I've wanted to get a good review on shirt.woot since I started this blog a couple weeks ago. It was the site that first got me addicted and the site that started introducing me to the larger shirt world. More recently, it was my frustration with the site's persistent ignoring of quality work that made me start digging deeper elsewhere. Still, it felt disingenuous to go so long without talking about them. It was just a matter of finding the right shirt. Tonight, I got a two-for-one deal... a shirt that showed both what I loved and hated about the site, all at once.

Enter Chief Many Feathers, a lovely design by Alvarejo.

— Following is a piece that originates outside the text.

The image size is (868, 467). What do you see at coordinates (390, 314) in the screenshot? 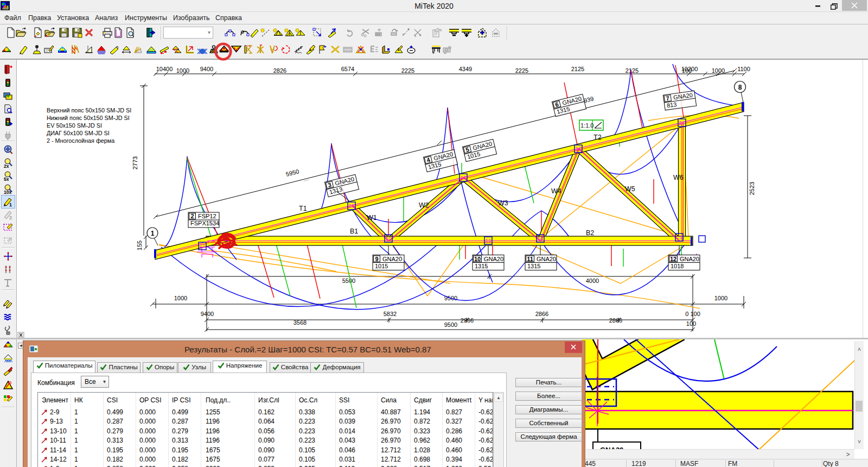
I see `svg-text: 5832` at bounding box center [390, 314].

The colors are bright and vibrant and look way more numerous than they are. The illustration is artful as all get-out... the chicken is unmistakable, and the headdress comes to life like you'd imagine a true tribal headdress to come to life. The chicken is almost stoic, as a leader should be, making it a bizarrely powerful image. More apparently, there's a comic side... a feathered animal wearing a feathered headdress. Perhaps a headdress of its own feathers. A subtle joke, but a joke nonetheless. Woot shines at a good joke, and while many woot designs feel like total bottom-of-the-barrel scraps from otherwise amazing designers, many others are totally solid submissions, saved from the depths of other contests that just didn't want them. For this one, woot should be considered a Samaritan. Right?

Nope, apparently this design is the most racist thing woot has seen since Adolf Hitler wore a Klan robe to the 1941 Judaism in Africa convention. Not that anyone at Threadless minded (see archived page here), but wooters chalked that up to a lack of education. Pretty funny for a brand that made a name as a college brand. And that is where Woot falls short: their community. A community that claims cats on a boat mock WWII. A community that can find Nazi symbolism in Native American style art. A community where people are insisting this is a turkey. It's sad to think customers can drag the product quality down, but here it's true. In many ways, shirt.woot has more potential than any other site around. It's got an incredibly fast-pased contest, an incredibly diverse offering 4 days a week, an incredibly reasonably priced product... but an incredibly flawed vote system, an incredibly narrow-minded consumer base, and an incredibly lax stance on improving itself. It's especially clear in cases like this, where people can't see the chicken for the feathers. Part of me wishes someone would explain WHY this is offensive. But most of me prefers to just enjoy it as the artist intended it.

As with all woot designs, this'un will probably be very limited edition, so grab it now, or later this week or next week at $15, because I don't foresee it lasting to October.

3 comments:

freaksandeats said...

pretty sure the offense comes from comparing native americans to chickens, like calling them chicken for leaving their land when whitey came to town. it's a beautiful design, just improper and potentially racist context. i wouldn't wear that shirt on an indian reservation.

Adder said...

I think the issue, for me, is that it's really not saying anything of the sort. It's no different to me than a cow wearing a leather coat. And it still screams proud stoic rooster to me. I see a chicken, or rooster, wearing a feather garment. There's no such comparison made.

I can't help but feel that if there is an easily viable, non-racist explanation, perhaps that's the real meaning. Creating an uproar over it, as was done, implies there can be no other way to take this but the racist way, and that just makes the person claiming so seem petty and thin-skinned. It's like Occam's Razor for racism... at face value, it is a feathered creature wearing feathers. If one needs to read that deeply into something that can be innocently explained away, one is trying to create controversy out of nothing.

Anyway, it came out brilliantly, so any manufactured racial outrages are pretty meaningless to me since I got an awesome shirt out of the deal.

Unknown said...

Are you familiar with the sociology term dehumanization?

http://en.wikipedia.org/wiki/Dehumanization

This is a pretty classic example of it. The majority culture degrades an undesirable, 'different' minority by likening them to something less than human- usually some kind of animal that is 'ok' to mistreat or eradicate. It's really insulting. This is a very well known negative Native stereotype.